With their nation’s soccer hooligans spotlighted after a string of high-profile incidents, Polish authorities on Tuesday launched a new legal crackdown aimed at stemming trouble at Euro 2012.
“This sporting event cannot be dominated by aggression, by hooligans and thugs,” Polish Justice Minister Krzysztof Kwiatkowski told reporters as he presented a raft of measures to be in place in time for the European championships.
A key plank is fast-track handling of troublemakers, with special rooms being set up in stadiums with video links to courthouses from which judges will try the defendants.
Photo: AFP
The system was used at the Winter Olympics in Vancouver last year, Kwiatkowski said.
In addition, hooligans who have already been banned from Poland’s stadiums face electronic tagging.
About 1,800 people are currently serving hooliganism-related stadium bans in Poland, a nation of 38 million. They will be jailed right away if they breach their tag conditions.
Kwiatkowski also said sentences for bomb-hoaxers would be beefed up to eight years from the current six months.
The measures will be put to parliament next month.
The 16-nation, quadrennial soccer showcase kicks off in Warsaw on June 8 next year, and ends with the final on July 1 in Kiev, capital of co-host Ukraine.
Longstanding concerns about hooligans heightened after Poland fans clashed with security forces at an away friendly against Lithuania on March 25.
“On the hooligan side we are concerned, but I know the Polish government is also concerned,” Euro 2012 tournament director Martin Kallen said last week.
“They know they have a problem — they have a huge image problem. There are always hooligans around every match day in the league, but the government is making the right steps for the future,” he added.
Since the Iron Curtain fell two decades ago, some Polish fans have formed groups idolizing the UK’s once-notorious hooligan “firms.”
Rival clubs’ hooligans organize ustawki, or arranged fights. A rumble between about 150 in the central Polish city of Lodz in January claimed the life of a 24-year-old man.

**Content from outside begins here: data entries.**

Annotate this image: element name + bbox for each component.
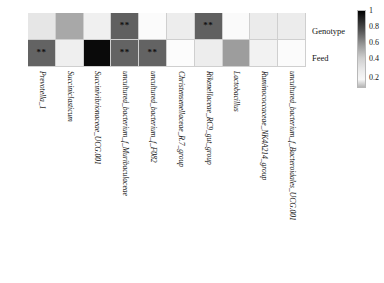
significance-marker: ** xyxy=(203,21,213,30)
column-label: Ruminococcaceae_NK4A214_group xyxy=(260,71,269,180)
heatmap-cell[interactable] xyxy=(250,13,278,40)
heatmap-cell[interactable] xyxy=(278,13,306,40)
colorbar-tick: 0.6 xyxy=(369,38,379,47)
column-label: Prevotella_1 xyxy=(37,71,46,109)
column-labels: Prevotella_1 Succiniclasticum Succinivib… xyxy=(28,69,306,269)
heatmap-cell[interactable] xyxy=(84,13,112,40)
column-label: Succiniclasticum xyxy=(65,71,74,122)
significance-marker: ** xyxy=(36,48,46,57)
heatmap-cell[interactable]: ** xyxy=(139,40,167,67)
row-label-genotype: Genotype xyxy=(312,26,345,36)
heatmap-figure: ** ** ** ** ** Genotype Feed Prevotella_… xyxy=(0,0,384,283)
heatmap-cell[interactable]: ** xyxy=(195,13,223,40)
heatmap-cell[interactable] xyxy=(250,40,278,67)
heatmap-cell[interactable] xyxy=(195,40,223,67)
significance-marker: ** xyxy=(120,21,130,30)
colorbar-tick: 0.8 xyxy=(369,22,379,31)
heatmap-cell[interactable] xyxy=(56,40,84,67)
heatmap-grid: ** ** ** ** ** xyxy=(28,13,306,67)
column-label: Succinivibrionaceae_UCG.001 xyxy=(93,71,102,165)
heatmap-cell[interactable] xyxy=(167,13,195,40)
significance-marker: ** xyxy=(120,48,130,57)
significance-marker: ** xyxy=(148,48,158,57)
heatmap-cell[interactable]: ** xyxy=(111,13,139,40)
heatmap-cell[interactable]: ** xyxy=(111,40,139,67)
heatmap-cell[interactable] xyxy=(223,40,251,67)
heatmap-cell[interactable] xyxy=(56,13,84,40)
heatmap-cell[interactable]: ** xyxy=(28,40,56,67)
heatmap-cell[interactable] xyxy=(278,40,306,67)
heatmap-cell[interactable] xyxy=(84,40,112,67)
heatmap-cell[interactable] xyxy=(139,13,167,40)
column-label: Rikenellaceae_RC9_gut_group xyxy=(204,71,213,165)
colorbar-tick: 1 xyxy=(369,6,373,15)
column-label: uncultured_bacterium_f_Muribaculaceae xyxy=(121,71,130,196)
column-label: Lactobacillus xyxy=(232,71,241,112)
colorbar-tick: 0.4 xyxy=(369,54,379,63)
column-label: uncultured_bacterium_f_F082 xyxy=(149,71,158,163)
column-label: uncultured_bacterium_f_Bacteroidales_UCG… xyxy=(288,71,297,221)
colorbar-gradient xyxy=(357,10,366,88)
heatmap-cell[interactable] xyxy=(28,13,56,40)
heatmap-cell[interactable] xyxy=(167,40,195,67)
row-label-feed: Feed xyxy=(312,53,329,63)
column-label: Christensenellaceae_R.7_group xyxy=(176,71,185,167)
colorbar-tick: 0.2 xyxy=(369,73,379,82)
heatmap-cell[interactable] xyxy=(223,13,251,40)
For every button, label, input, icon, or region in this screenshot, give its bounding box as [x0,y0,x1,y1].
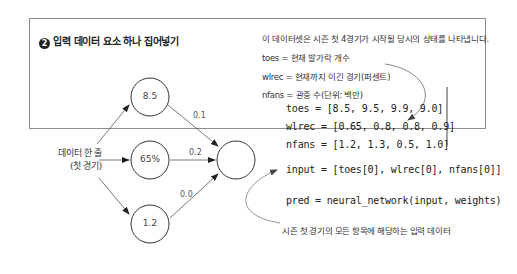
node-value-nfans: 1.2 [130,218,170,228]
output-node [217,141,255,179]
code-nfans: nfans = [1.2, 1.3, 0.5, 1.0] [286,139,449,150]
code-input: input = [toes[0], wlrec[0], nfans[0]] [286,164,501,175]
node-value-wlrec: 65% [130,154,170,164]
weight-label-1: 0.1 [193,111,206,120]
node-value-toes: 8.5 [130,91,170,101]
weight-label-3: 0.0 [180,190,193,199]
description-toes: toes = 현재 발가락 개수 [262,51,349,63]
weight-label-2: 0.2 [189,148,202,157]
code-wlrec: wlrec = [0.65, 0.8, 0.8, 0.9] [286,121,455,132]
data-row-label: 데이터 한 줄 (첫 경기) [49,147,102,173]
row-label-line2: (첫 경기) [49,160,102,173]
description-nfans: nfans = 관중 수(단위: 백만) [262,88,363,100]
description-wlrec: wlrec = 현재까지 이긴 경기(퍼센트) [262,70,390,82]
code-toes: toes = [8.5, 9.5, 9.9, 9.0] [286,103,443,114]
description-intro: 이 데이터셋은 시즌 첫 4경기가 시작될 당시의 상태를 나타냅니다. [262,32,489,44]
code-pred: pred = neural_network(input, weights) [286,195,501,206]
input-data-caption: 시즌 첫 경기의 모든 항목에 해당하는 입력 데이터 [282,224,450,236]
row-label-line1: 데이터 한 줄 [49,147,102,160]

Hardliners also have clout inside stadiums.
Polish sports pages this week have been dominated by a post-match assault on Legia Warsaw defender Jakub Rzezniczak by Piotr Staruchowicz, leader of a group that rules the club’s tough Zyleta stand.
Staruchowicz — who Legia said would “never” be allowed back after trouble in 2009, before fans hit back with a match boycott — faces a two-year ban by the club.
The Polish newspaper Fakt called that “laughable”, saying that in the UK, hooligans face lifetime bans.
Another worry is racism.
“Violent hooligan groups and racist groups have a significant overlap, which makes for a dangerously explosive mixture,” said Rafal Pankowski, who runs a monitoring project for the Football Against Racism in Europe network.
He recently issued a report logging scores of far-right incidents in both Poland and Ukraine.
Neo-Nazi and anti-Semitic banners and slogans are notably shocking given the region’s World War II history, when millions perished at the hands of the occupying Germans, including the overwhelming majority of its Jews.
“The risk of racist incidents at Euro 2012 does not need to be dramatized, but it cannot be dismissed either,” Pankowski said.